Reducing The Medicare Advantage Delta In Home-based Care With Ai, New Operating Models

The home-based care industry is plagued by regulatory, administrative and staffing challenges, among others. However, the most acute challenge facing providers, according to Luke Rutledge, president of Homecare Homebase, is the rapid rise of Medicare Advantage (MA).
MA has become the primary payer source for home-based care services, according to Homecare Homebase data. To persist in the face of this surge, providers must embrace new tools, including ambient listening and data automation, and reimagine traditional operating models.
“The reason why that’s so significant is there’s a 38% delta between what Medicare pays, even with all the cuts, and what Medicare Advantage is paying,” Rutledge told Home Health Care News. “That’s one of the things that is keeping people up at night – as that continues to climb on the Medicare Advantage side, people are trying to figure out how to close that 38% delta.”
Dallas-based Homecare Homebase is one of the largest technology and administrative services companies serving home-based care.
Technology will be key to disrupting the status quo and closing that delta, Rutledge said. For example, ambient listening can reduce clinician documentation time on an admission visit from two to three hours down to 30 to 45 minutes. Time savings should come from a lighter documentation burden, rather than less time spent with the patient, he said.
Other tools that automate data processes can also reduce documentation burden.
Medication reconciliation can require 30 to 45 minutes of a clinician’s time, but a new Homecare Homebase functionality that auto-populates a patient’s medications can reduce that figure to 10 or 15 minutes, Rutledge said.
“That’s a huge win for the clinician, for the industry, the patient,” Rutledge said. “It’s small things like that. We need to chase transcribing and [ambient] listening, but don’t overlook the real simple things that are already out there that can provide immediate value.”
This medication reconciliation function still requires the clinician to review the technology’s recommendation – an element critical to AI utilization in health care, Rutledge said.
Home-based care providers have increasingly turned to AI to simplify operations, unburden clinicians, reduce costs and drive value-based care arrangements. While emphasizing AI’s potential in home-based care, some providers caution that AI-enabled tools also pose certain risks.
“If we turn on AI ambient listening and so forth and say, ‘Okay, this is great, [we] cut your time in half. Now you have got to see twice as many patients,’ that’s not a win either,” Mike Johnson, chief researcher of home care innovation at Bayada Home Health Care, previously told HHCN. “You still need that time to check the note and the discipline to make sure we don’t trust it until we trust it.”
For Rutledge, AI-related concerns can be mitigated by ensuring that AI tools are ethical and non-biased, and that a human is included in the process.
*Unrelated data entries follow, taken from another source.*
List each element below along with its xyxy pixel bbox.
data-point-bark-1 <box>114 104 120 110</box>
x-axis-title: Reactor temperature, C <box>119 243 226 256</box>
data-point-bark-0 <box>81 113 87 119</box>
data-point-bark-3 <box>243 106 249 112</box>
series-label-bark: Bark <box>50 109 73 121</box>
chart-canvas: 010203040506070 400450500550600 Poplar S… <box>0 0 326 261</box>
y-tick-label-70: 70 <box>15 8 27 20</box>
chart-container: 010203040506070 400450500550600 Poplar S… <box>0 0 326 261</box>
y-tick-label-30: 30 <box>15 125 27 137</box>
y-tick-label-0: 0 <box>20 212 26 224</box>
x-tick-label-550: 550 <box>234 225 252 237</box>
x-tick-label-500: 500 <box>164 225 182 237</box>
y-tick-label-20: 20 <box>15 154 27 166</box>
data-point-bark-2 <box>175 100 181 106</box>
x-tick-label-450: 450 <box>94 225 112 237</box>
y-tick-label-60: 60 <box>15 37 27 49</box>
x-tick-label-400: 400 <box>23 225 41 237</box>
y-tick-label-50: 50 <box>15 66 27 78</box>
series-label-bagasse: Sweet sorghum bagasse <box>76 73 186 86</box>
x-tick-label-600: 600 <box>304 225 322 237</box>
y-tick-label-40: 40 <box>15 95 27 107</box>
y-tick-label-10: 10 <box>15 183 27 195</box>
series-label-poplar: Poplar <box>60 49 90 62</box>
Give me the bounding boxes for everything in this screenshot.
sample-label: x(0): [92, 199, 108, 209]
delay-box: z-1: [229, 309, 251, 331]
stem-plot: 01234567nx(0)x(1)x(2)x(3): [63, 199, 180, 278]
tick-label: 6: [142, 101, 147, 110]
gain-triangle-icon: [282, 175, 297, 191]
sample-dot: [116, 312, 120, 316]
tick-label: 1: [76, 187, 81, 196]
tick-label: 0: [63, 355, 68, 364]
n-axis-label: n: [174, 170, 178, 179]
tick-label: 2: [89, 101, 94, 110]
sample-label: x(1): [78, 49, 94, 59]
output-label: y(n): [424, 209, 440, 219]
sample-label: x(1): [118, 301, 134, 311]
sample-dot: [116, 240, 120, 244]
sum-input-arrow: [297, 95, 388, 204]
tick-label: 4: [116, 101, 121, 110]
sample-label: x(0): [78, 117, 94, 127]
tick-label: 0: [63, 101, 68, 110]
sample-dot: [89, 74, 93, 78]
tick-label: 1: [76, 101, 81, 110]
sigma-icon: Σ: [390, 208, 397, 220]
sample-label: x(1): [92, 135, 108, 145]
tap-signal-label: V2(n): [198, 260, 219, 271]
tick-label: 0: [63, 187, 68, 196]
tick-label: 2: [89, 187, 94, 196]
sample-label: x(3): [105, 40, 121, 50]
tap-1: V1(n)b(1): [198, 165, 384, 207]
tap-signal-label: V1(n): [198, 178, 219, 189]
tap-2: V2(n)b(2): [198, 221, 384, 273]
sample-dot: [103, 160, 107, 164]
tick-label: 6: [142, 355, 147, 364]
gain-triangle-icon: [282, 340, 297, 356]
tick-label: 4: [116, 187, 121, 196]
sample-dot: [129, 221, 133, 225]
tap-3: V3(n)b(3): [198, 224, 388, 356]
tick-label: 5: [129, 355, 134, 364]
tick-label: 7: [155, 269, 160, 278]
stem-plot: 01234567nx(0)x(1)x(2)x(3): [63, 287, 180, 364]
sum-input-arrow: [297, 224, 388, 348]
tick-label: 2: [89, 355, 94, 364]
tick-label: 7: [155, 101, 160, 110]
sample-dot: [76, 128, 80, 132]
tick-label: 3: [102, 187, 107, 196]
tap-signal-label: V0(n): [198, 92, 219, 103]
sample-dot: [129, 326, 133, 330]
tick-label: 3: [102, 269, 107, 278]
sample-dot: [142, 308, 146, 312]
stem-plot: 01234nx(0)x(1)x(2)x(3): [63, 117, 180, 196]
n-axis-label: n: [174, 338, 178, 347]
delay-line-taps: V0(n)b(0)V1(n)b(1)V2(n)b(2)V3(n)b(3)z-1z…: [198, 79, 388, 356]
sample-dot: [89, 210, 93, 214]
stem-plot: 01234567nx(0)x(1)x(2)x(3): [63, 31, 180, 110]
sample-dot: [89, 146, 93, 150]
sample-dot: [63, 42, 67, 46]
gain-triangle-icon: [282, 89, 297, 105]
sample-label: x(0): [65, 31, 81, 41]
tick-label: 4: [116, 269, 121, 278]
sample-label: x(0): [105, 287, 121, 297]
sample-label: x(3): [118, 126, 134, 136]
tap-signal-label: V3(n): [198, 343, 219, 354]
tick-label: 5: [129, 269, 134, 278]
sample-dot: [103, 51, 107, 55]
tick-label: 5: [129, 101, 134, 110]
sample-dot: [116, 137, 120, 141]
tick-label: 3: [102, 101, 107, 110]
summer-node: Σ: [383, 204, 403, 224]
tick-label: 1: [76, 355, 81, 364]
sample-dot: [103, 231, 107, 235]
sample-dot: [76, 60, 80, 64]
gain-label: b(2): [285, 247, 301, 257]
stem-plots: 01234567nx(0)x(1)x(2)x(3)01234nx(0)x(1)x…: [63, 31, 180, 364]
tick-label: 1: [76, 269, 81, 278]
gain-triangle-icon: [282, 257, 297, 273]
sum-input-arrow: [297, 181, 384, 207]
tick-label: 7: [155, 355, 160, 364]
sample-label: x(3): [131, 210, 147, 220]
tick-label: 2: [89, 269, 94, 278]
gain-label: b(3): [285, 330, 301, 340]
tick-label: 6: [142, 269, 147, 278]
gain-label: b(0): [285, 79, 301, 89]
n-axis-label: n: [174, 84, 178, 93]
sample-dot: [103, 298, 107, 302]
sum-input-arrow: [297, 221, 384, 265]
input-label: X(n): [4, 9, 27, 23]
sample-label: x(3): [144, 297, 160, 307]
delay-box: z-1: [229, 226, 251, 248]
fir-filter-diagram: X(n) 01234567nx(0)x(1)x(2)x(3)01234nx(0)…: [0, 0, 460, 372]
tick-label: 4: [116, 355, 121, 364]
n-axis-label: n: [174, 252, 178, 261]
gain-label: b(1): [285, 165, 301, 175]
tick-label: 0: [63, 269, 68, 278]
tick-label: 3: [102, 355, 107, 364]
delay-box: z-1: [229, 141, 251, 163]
Clinicians are crucial in catching hallucinations and protecting patients, he said.
Incorporating new technology like AI requires investments, but home-based care providers face challenges that have resulted in widespread cost pressures. From a fiercely competitive staffing landscape to a mounting administrative burden, providers are coping with slim margins – which have the potential to limit innovation budgets.
Providers can evolve their legacy operating models to overcome these challenges, Rutledge said.
Traditionally, providers have branches across geographic areas staffed with very specific positions, including an intake coordinator, scheduler and a pre-billing worker. To reduce the cost of goods sold, providers can likely centralize functions and create regional or centralized branches with fewer employees, he suggested.
Home-based care providers can also generate new revenue streams.
“There are gaps in care that the payer really cares about,” Rutledge said. “So if you’re already in the home, you can already identify those gaps in care and attend to them, and payers will pay new revenue streams. … Yes, there’s a priority to reduce some of the costs, because it’s got an old operating model, but can you inject new revenue streams that the payer cares about?”
Ultimately, determining prayer needs should be a top priority for the industry, according to Rutledge.
“There’s a huge opportunity there to solve both what the payer is trying to solve and what the home care industry is trying to solve,” Rutledge said. “No one talks about it, but no one knows truly what the payer wants and how they go together in the market. … I think there’s an opportunity to really sit down and think about what the payer wants and how to achieve it.”
The post Reducing The Medicare Advantage Delta In Home-Based Care With AI, New Operating Models appeared first on Home Health Care News.